Patients generally not appropriate for RTM (or where RTM adds little over routine follow-up): uncomplicated cosmetic patients with minor procedures (botox follow-up, minor scar revision), patients without smartphone access or caregiver smartphone support, patients who live within 10 minutes of the office and have no barrier to frequent in-person follow-up for minor concerns, and patients whose wounds have fully epithelialized and require no further active monitoring.

The enrollment conversation should happen at the pre-operative appointment or immediately after surgery. Frame RTM as a clinical benefit to the patient — you are providing more attentive post-operative oversight, with a clinical team reviewing their healing progress regularly between appointments. Most reconstructive patients are highly motivated to participate, as they understand the stakes of post-surgical complications. Consent to RTM should be documented as part of the pre-operative informed consent process and include a description of the data to be collected, the monitoring frequency, and who will be reviewing submissions.

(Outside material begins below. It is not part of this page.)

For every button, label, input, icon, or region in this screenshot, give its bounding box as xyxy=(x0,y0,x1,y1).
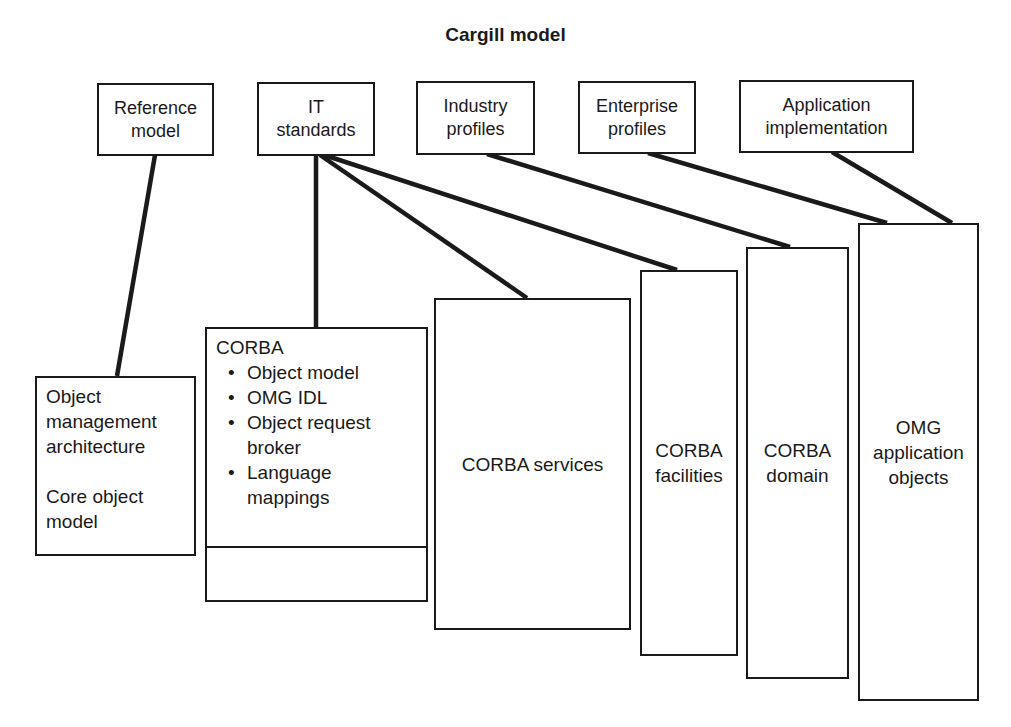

Integration with Post-Operative Visit Scheduling

RTM does not replace post-operative visits — it supplements them with continuous surveillance data that makes each in-person visit more efficient and clinically informed. The integration of RTM data into the post-operative visit workflow is where the clinical and operational value of the program is most evident.

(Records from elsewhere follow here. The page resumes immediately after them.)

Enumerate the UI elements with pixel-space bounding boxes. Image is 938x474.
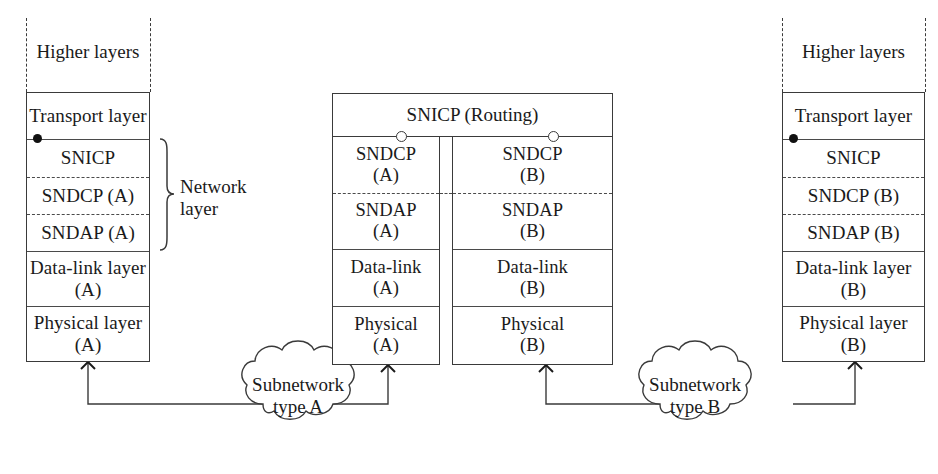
layer-sndap-b: SNDAP (B) — [783, 214, 924, 251]
layer-sndcp-a: SNDCP (A) — [27, 177, 149, 214]
layer-datalink-a: Data-link layer(A) — [27, 251, 149, 306]
network-layer-brace-icon — [160, 139, 174, 250]
connector-cloud-b-to-right — [793, 362, 855, 404]
center-router-header-label: SNICP (Routing) — [407, 104, 539, 126]
right-protocol-stack: Transport layer SNICP SNDCP (B) SNDAP (B… — [782, 92, 925, 362]
center-layer-sndap-b-text: SNDAP(B) — [453, 200, 612, 242]
layer-transport-a: Transport layer — [27, 93, 149, 139]
cloud-label-subnetwork-b: Subnetwork type B — [635, 374, 755, 418]
left-protocol-stack: Transport layer SNICP SNDCP (A) SNDAP (A… — [26, 92, 150, 362]
center-layer-sndcp-b: SNDCP(B) — [453, 137, 612, 193]
network-layer-brace-label: Networklayer — [180, 176, 270, 220]
center-layer-physical-b-text: Physical(B) — [453, 314, 612, 356]
layer-physical-b-text: Physical layer(B) — [783, 312, 924, 355]
sap-ring-router-a — [396, 131, 407, 142]
cloud-a-line1: Subnetwork — [252, 374, 344, 395]
center-layer-datalink-b: Data-link(B) — [453, 249, 612, 306]
layer-sndcp-b: SNDCP (B) — [783, 177, 924, 214]
connector-left-to-cloud-a — [88, 362, 263, 404]
center-layer-sndap-a-text: SNDAP(A) — [333, 200, 439, 242]
center-layer-datalink-a: Data-link(A) — [333, 249, 439, 306]
center-layer-sndap-b: SNDAP(B) — [453, 193, 612, 249]
layer-datalink-b-text: Data-link layer(B) — [783, 257, 924, 300]
network-layer-label-text: Networklayer — [180, 176, 246, 219]
center-router-header: SNICP (Routing) — [332, 93, 613, 137]
cloud-b-line2: type B — [670, 396, 720, 417]
higher-layers-dash-right-a — [150, 18, 151, 92]
higher-layers-label-b: Higher layers — [782, 28, 925, 76]
layer-physical-a: Physical layer(A) — [27, 306, 149, 361]
cloud-b-line1: Subnetwork — [649, 374, 741, 395]
center-layer-sndcp-b-text: SNDCP(B) — [453, 144, 612, 186]
layer-datalink-a-text: Data-link layer(A) — [27, 257, 149, 300]
cloud-a-line2: type A — [273, 396, 323, 417]
layer-physical-b: Physical layer(B) — [783, 306, 924, 361]
center-stack-column-b: SNDCP(B) SNDAP(B) Data-link(B) Physical(… — [452, 137, 613, 365]
sap-dot-right — [789, 134, 798, 143]
center-layer-sndap-a: SNDAP(A) — [333, 193, 439, 249]
center-layer-physical-b: Physical(B) — [453, 306, 612, 363]
sap-ring-router-b — [548, 131, 559, 142]
higher-layers-label-a: Higher layers — [26, 28, 150, 76]
center-layer-datalink-b-text: Data-link(B) — [453, 257, 612, 299]
center-layer-sndcp-a-text: SNDCP(A) — [333, 144, 439, 186]
layer-sndap-a: SNDAP (A) — [27, 214, 149, 251]
center-layer-physical-a-text: Physical(A) — [333, 314, 439, 356]
layer-snicp-a: SNICP — [27, 139, 149, 177]
layer-snicp-b: SNICP — [783, 139, 924, 177]
sap-dot-left — [33, 134, 42, 143]
center-stack-column-a: SNDCP(A) SNDAP(A) Data-link(A) Physical(… — [332, 137, 440, 365]
higher-layers-dash-right-b — [925, 18, 926, 92]
layer-physical-a-text: Physical layer(A) — [27, 312, 149, 355]
layer-transport-b: Transport layer — [783, 93, 924, 139]
center-layer-datalink-a-text: Data-link(A) — [333, 257, 439, 299]
center-layer-physical-a: Physical(A) — [333, 306, 439, 363]
layer-datalink-b: Data-link layer(B) — [783, 251, 924, 306]
center-gap-dashed-separator — [440, 193, 452, 194]
cloud-label-subnetwork-a: Subnetwork type A — [238, 374, 358, 418]
protocol-stack-diagram: Higher layers Transport layer SNICP SNDC… — [0, 0, 938, 474]
center-layer-sndcp-a: SNDCP(A) — [333, 137, 439, 193]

In a traditional post-operative visit without RTM data, the surgeon must spend time gathering the week's history: any concerning changes? Pain levels? Drain output? Wound appearance? This history-gathering takes 5–8 minutes of a 15-minute post-op visit. With RTM data, the surgeon reviews the week's photo submissions, pain scores, drain output log, and compliance checklist before entering the room — arriving with a pre-formed clinical assessment. The visit focuses on physical examination findings, the patient's questions, and the plan — reducing the visit time needed for information gathering and improving the quality of the clinical interaction.

For scheduling integration, the RTM platform should flag patients with concerning trends for priority review before the visit. If a patient's wound photo from 2 days ago showed an area of opening at the medial aspect of the incision, that finding should be flagged in the pre-visit chart review — not discovered for the first time when the surgeon examines the wound at the visit. This pre-visit clinical briefing is one of the most operationally valuable features of a well-integrated RTM system.

For patients who require an unscheduled visit based on RTM findings (concerning drain output spike, wound appearance change, pain score elevation), the RTM data justifies the urgent visit and provides an advance record of the problem. The unscheduled visit is billed as a standard E&M encounter (typically 99213–99214) without RTM impact on that day's billing — RTM management codes cover the remote monitoring activity, and the in-person visit is billed separately based on its own medical decision-making complexity.